As I work on some ports for OpenBSD, one of the issues that has been mentally nagging at me is the idea that I might have a great AMD64 port but it won’t actually work on other processor architectures. To me, one of the big draws of OpenBSD is the fact that you can take hardware that others might consider “obsolete”, put a modern operating system on it and then have a useful machine again.
With this in mind, I decided to see what I could do about getting some “other” processors into my stable.
Right off the bat, I realized I had an old G4 Mac Mini in a closet that would make a nice start. I installed 5.7 from my release media (anyone running OpenBSD should buy the media to support the project – even if you don’t use it the stickers are always cool <g>). I immediately ran into problems because the approach I took to partitioning was not creating the MSDOS partition with the bootloader. Turns out that the path of least resistance is to edit the default partition scheme and go from there. The bad idea (that I kept bumping my head into the wall over) was to either start from scratch or immediately do a “d *” from disklabel in the installer.
Once I had my PowerPC 32-bit system up and running, I realized I had another processor architecture I could try. Sitting in that same closet was an old Thinkpad T21. I pulled it out, spent 20 minutes looking for the power supply and was able to load the system pretty quickly. Now I have three processor architectures to compile and test on natively.
Well, those were some pretty tame ones. I wanted to try my hand at something more exotic so I read the docs carefully, looking for ideal machines that would be powerful enough to be useful, wouldn’t take up a lot of space and would also be affordable on the second-hand market. I found a Sparc64 based machine, the Sun Blade 100. This is not a “blade” server but instead is a workstation with a funny name. I found one for less than $30 on eBay and went for it.
Setting up OpenBSD on this hardware was surprisingly simple. I read through the documentation and then followed it pretty carefully. It was surprisingly similar to setting up a PowerPC machine and before too much longer I had it up and running.
I’m eyeing an SGI machine and possibly an Alpha. It seems that the PA-RISC machines are surprisingly expensive for even older boxes. Apparently the resale market for them is much stronger or the supply is more constrained. I’m not sure there.
At the end of the day, building and testing on these other platforms is useful to the community and the “exotic” nature of them in today’s homogeneous computing landscape lends a little spice to working on things. I’m glad my path took this turn.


**Exercise brief**
Scan the entries that follow and copy out every line containing "before".

_ _ _ _ _ _ _

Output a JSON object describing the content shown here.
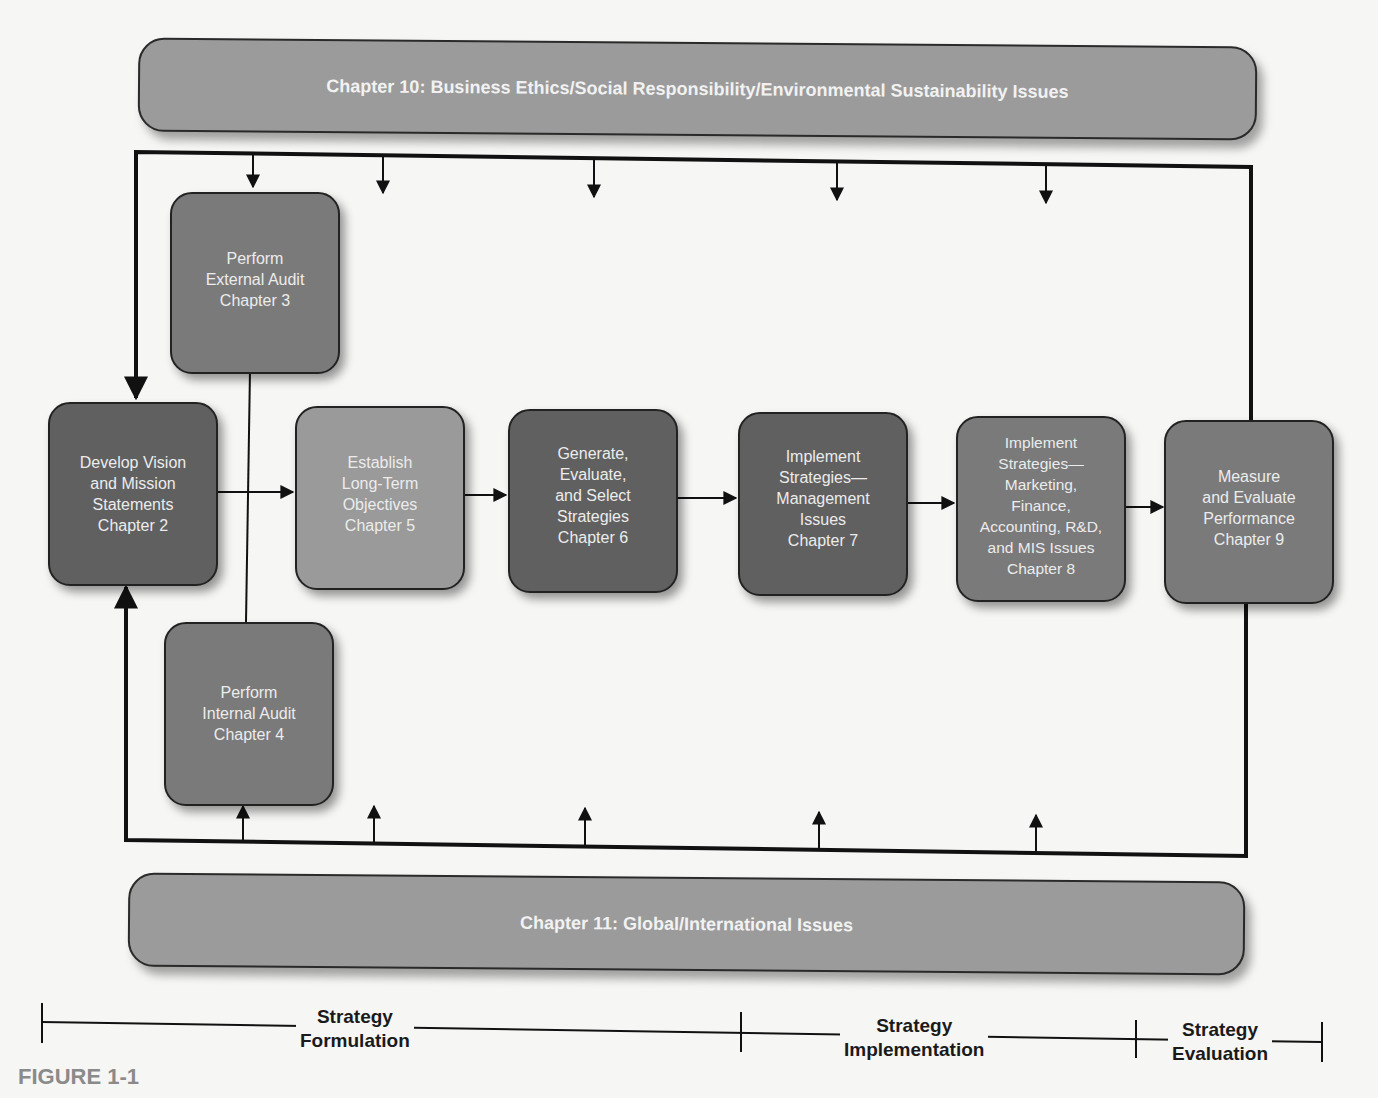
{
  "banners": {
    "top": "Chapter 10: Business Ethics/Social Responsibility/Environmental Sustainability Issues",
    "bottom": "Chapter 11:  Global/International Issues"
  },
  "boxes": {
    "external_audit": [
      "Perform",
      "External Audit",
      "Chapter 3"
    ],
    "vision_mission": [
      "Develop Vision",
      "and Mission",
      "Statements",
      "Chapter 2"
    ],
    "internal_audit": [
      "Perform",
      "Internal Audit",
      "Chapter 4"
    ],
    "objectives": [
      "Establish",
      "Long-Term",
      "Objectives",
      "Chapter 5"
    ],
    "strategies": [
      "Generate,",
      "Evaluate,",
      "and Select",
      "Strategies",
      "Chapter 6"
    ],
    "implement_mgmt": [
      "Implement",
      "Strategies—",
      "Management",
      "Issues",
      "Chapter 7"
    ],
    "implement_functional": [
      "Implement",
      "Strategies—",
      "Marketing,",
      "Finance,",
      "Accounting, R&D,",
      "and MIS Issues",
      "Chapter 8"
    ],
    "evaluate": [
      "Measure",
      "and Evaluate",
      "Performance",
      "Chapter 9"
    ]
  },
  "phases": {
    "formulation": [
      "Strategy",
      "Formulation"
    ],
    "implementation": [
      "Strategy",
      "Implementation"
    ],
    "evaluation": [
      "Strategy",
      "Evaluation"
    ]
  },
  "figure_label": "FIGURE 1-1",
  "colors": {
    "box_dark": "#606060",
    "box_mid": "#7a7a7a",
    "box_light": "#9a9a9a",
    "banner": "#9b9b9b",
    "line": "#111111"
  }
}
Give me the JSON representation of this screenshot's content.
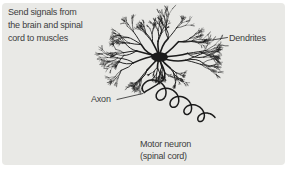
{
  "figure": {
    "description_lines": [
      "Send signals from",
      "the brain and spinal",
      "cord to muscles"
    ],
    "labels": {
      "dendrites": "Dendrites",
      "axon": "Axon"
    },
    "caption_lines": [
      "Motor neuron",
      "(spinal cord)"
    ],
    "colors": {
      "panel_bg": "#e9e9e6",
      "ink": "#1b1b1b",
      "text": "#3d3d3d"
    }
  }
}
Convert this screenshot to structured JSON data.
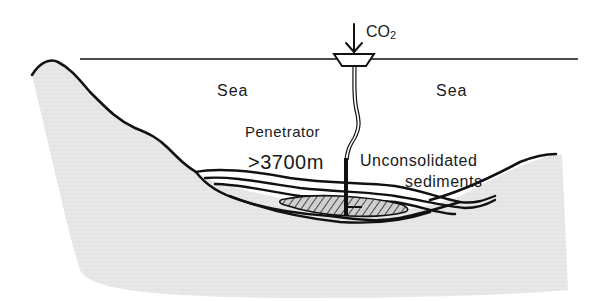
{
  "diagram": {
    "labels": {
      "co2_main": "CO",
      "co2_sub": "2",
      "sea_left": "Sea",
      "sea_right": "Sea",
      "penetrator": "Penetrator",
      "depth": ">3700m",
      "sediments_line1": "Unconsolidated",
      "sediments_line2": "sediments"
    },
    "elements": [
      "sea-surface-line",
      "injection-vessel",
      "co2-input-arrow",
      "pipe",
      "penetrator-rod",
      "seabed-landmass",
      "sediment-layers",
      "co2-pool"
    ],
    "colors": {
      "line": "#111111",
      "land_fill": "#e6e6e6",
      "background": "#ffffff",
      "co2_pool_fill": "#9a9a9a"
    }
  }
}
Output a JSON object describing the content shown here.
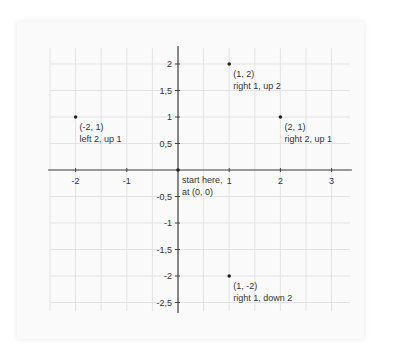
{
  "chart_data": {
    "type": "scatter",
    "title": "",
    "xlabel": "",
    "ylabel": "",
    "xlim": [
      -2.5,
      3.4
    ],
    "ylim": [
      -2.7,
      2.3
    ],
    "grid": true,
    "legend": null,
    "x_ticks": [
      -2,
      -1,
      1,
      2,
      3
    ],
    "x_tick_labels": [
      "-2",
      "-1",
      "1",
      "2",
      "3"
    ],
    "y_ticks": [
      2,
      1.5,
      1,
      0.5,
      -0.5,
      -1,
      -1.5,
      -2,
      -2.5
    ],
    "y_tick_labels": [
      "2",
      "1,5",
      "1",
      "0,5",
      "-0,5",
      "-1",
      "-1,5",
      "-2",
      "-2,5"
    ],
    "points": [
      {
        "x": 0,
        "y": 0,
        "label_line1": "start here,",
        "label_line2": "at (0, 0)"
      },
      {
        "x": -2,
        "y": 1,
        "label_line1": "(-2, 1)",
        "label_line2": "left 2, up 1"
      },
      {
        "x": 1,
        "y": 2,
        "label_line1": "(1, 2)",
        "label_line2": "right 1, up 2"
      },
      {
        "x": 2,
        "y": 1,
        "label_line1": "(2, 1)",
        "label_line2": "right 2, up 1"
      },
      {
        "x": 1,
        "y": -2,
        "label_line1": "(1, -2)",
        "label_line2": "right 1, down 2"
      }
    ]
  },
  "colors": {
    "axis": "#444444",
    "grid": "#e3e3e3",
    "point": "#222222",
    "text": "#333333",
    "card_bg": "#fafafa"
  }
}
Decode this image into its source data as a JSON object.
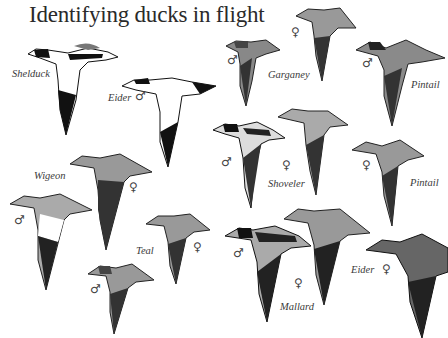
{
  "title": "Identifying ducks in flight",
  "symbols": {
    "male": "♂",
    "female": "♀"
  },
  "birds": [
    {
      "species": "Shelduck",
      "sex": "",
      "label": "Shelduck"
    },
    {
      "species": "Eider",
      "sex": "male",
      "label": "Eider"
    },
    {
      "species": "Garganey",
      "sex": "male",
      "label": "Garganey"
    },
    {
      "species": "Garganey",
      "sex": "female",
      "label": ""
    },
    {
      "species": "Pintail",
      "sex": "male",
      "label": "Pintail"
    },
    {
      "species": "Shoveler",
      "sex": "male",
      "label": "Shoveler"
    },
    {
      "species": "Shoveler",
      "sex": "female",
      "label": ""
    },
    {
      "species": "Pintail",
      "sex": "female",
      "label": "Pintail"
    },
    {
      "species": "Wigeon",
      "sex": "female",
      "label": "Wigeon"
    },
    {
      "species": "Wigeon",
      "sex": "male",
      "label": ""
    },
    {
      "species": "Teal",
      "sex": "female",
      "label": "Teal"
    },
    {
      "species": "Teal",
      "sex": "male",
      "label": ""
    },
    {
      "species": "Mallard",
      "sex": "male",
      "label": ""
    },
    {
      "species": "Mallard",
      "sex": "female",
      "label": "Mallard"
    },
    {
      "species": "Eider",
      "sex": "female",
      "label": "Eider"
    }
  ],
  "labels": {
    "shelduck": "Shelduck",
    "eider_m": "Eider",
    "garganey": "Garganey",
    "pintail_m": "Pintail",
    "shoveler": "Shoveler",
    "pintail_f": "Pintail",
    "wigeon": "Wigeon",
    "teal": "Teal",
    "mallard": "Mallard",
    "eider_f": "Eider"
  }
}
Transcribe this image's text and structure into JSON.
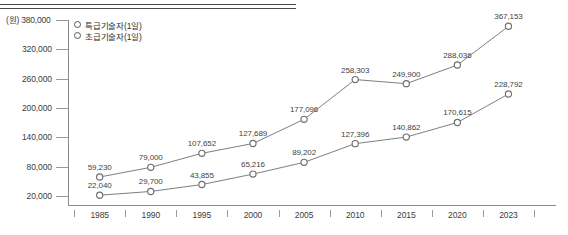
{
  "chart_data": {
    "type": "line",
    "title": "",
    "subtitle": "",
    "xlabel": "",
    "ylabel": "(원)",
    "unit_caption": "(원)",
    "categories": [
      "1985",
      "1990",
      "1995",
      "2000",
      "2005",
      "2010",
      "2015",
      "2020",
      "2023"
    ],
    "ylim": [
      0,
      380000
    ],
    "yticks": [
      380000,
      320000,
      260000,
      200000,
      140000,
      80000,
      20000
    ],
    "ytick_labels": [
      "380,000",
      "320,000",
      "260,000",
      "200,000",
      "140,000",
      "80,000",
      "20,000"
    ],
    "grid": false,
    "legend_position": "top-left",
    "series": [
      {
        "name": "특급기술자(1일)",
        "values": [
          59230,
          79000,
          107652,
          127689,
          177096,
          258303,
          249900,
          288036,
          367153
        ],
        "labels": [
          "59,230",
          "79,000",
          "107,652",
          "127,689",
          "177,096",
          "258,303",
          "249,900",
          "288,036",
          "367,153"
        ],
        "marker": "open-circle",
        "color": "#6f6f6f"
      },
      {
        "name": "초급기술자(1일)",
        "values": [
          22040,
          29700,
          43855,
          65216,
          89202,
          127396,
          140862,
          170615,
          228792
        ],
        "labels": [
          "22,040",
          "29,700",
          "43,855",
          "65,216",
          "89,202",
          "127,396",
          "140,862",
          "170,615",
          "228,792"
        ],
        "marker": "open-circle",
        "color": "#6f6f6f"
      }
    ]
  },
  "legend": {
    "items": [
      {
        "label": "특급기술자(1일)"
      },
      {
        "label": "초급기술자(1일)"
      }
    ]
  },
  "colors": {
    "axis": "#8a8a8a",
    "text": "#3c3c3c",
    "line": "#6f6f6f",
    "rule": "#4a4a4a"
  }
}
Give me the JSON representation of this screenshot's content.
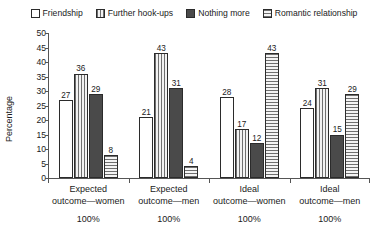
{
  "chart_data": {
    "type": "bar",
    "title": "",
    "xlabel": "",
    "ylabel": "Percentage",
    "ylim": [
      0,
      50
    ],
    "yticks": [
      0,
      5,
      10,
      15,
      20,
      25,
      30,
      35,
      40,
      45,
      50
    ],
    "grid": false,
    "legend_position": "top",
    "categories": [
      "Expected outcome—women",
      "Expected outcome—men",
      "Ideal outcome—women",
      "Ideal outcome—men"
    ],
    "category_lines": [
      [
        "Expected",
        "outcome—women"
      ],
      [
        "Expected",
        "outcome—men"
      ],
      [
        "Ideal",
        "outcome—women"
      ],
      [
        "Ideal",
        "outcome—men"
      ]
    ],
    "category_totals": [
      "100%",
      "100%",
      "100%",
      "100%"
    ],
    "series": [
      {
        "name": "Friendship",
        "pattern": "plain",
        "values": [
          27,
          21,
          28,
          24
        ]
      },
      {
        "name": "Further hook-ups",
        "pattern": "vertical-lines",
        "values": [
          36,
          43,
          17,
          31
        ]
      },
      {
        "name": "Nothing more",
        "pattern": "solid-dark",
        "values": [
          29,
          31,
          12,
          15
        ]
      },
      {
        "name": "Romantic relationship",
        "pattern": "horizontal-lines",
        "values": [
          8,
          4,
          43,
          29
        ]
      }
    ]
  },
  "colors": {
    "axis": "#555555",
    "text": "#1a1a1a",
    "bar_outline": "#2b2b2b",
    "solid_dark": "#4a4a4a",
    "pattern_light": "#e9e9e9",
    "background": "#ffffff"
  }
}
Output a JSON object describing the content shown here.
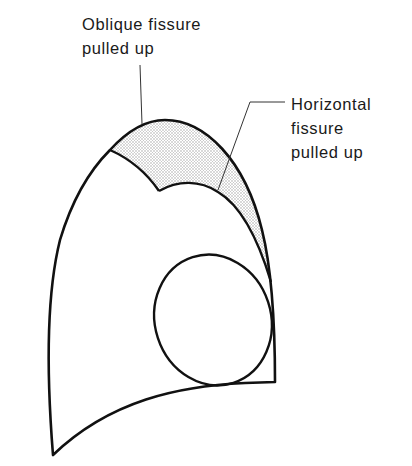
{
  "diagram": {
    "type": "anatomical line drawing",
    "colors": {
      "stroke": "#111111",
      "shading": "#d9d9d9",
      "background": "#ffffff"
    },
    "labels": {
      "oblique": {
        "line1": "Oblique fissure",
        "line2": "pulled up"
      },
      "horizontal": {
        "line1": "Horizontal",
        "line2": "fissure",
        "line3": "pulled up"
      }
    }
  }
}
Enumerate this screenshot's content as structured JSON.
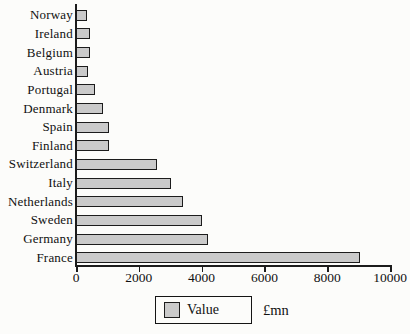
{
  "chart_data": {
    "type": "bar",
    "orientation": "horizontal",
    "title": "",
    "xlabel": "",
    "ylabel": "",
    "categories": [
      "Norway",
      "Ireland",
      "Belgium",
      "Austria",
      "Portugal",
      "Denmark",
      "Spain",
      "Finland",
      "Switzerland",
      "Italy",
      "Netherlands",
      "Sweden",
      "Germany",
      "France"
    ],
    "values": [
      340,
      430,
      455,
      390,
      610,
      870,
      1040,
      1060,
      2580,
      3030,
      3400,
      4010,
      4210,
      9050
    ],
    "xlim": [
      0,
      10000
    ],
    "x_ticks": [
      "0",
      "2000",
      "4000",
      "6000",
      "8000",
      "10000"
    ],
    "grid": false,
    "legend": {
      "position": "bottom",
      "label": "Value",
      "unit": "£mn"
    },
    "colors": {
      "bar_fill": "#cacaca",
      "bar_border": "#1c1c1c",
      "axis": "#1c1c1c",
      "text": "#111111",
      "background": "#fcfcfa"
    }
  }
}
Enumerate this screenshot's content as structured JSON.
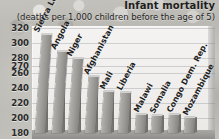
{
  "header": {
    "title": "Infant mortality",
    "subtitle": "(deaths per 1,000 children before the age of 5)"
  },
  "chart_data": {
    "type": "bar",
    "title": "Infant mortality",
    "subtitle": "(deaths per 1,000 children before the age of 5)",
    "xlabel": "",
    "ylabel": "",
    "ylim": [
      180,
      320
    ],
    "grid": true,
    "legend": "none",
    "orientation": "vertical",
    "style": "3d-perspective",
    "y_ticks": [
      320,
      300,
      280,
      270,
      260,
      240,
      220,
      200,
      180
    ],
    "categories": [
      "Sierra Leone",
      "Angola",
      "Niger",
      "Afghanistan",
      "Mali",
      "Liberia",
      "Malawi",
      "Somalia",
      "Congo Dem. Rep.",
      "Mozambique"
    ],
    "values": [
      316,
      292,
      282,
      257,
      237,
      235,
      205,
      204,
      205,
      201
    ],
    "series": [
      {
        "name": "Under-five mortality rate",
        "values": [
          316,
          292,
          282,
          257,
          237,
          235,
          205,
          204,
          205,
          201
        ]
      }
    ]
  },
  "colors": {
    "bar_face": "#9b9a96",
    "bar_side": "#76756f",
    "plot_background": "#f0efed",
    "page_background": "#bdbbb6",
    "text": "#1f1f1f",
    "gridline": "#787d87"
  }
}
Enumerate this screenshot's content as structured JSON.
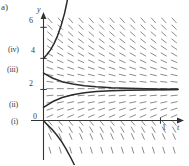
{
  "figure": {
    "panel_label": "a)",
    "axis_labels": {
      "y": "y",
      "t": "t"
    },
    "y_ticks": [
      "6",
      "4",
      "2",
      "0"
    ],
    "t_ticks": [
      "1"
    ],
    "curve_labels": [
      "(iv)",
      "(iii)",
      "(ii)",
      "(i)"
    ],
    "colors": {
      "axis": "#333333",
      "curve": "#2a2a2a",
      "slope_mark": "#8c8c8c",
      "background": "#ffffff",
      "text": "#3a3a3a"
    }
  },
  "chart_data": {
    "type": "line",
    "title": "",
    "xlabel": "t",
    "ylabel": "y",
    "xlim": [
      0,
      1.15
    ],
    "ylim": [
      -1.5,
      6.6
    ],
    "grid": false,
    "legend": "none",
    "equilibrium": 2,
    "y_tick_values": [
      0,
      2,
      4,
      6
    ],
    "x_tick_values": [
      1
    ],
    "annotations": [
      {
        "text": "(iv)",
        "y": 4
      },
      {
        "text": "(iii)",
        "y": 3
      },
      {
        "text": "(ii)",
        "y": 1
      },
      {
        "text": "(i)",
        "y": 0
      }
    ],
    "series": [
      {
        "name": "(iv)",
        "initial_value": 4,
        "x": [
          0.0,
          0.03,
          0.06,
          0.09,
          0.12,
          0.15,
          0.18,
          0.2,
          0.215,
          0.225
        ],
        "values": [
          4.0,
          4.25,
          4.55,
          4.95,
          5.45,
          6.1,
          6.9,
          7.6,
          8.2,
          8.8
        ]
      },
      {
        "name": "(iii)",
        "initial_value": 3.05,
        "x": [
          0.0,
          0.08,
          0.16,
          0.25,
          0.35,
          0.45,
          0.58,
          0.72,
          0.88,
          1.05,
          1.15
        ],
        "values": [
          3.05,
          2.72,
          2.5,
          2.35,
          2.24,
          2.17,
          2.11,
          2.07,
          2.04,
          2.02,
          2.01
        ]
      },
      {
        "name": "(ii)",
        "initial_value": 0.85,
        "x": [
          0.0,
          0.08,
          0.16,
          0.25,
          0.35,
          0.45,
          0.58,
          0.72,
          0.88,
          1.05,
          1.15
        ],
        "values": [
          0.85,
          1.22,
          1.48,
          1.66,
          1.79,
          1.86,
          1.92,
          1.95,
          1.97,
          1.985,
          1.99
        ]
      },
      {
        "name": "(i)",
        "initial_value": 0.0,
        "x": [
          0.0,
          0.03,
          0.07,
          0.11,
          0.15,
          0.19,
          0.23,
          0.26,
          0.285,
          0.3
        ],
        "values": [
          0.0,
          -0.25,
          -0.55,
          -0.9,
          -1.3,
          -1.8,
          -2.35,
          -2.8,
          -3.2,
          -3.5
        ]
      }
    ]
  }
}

_ _ _ _ _ _ _

**Completed exercise**
    "subtitle": "(deaths per 1,000 children before the age of 5)"
    "subtitle": "(deaths per 1,000 children before the age of 5)",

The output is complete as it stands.